Library of Congress via Wikimedia Commons
Birth of Zionism
Noah quickly resumed his career as a journalist and emerged as a kind of ambassador, penning articles and delivering speeches that linked Jewish and Christian America. To Christians, he explained Jewish practices. To his brethren, he demonstrated the fundamental compatibility between the ideals of Judaism and the United States, assuring them that America “is the country which the Almighty has blessed,” a land in which Jews “may repose in safety and happiness.”
Yet Noah never abandoned his plans for Jewish self-government and ultimately advocated national repatriation to areas of Palestine, then under Ottoman control. In 1845 he published a short book, “Discourse on the Restoration of the Jews.” A young journalist whom he had befriended, Edgar Allan Poe, praised Noah’s proposal for a Jewish return to the biblical land of Israel as “extraordinary [and] full of novel and cogent thought.”

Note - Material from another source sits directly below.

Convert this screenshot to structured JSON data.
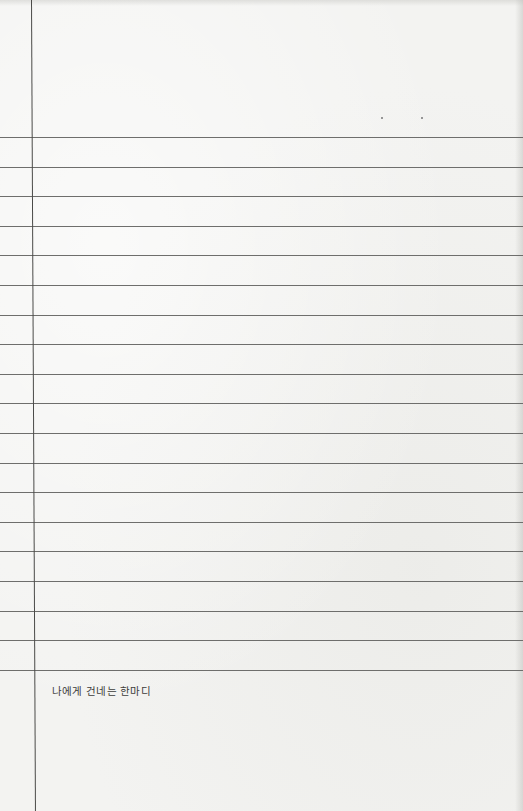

Noah did not live to see his dreams fulfilled. After his death in March 1851, nearly 50 years passed before another playwright and journalist resurrected the idea of Jewish political autonomy: Theodor Herzl.
Herzl’s vision laid the groundwork for the establishment of the state of Israel. Today, he is considered the father of Zionism, with his image paraded on Israeli Independence Day.
Paradoxically, Noah is remembered today thanks only to the spectacular failure of his American Zion.
Adam L. Rovner does not work for, consult, own shares in or receive funding from any company or organization that would benefit from this article, and has disclosed no relevant affiliations beyond their academic appointment.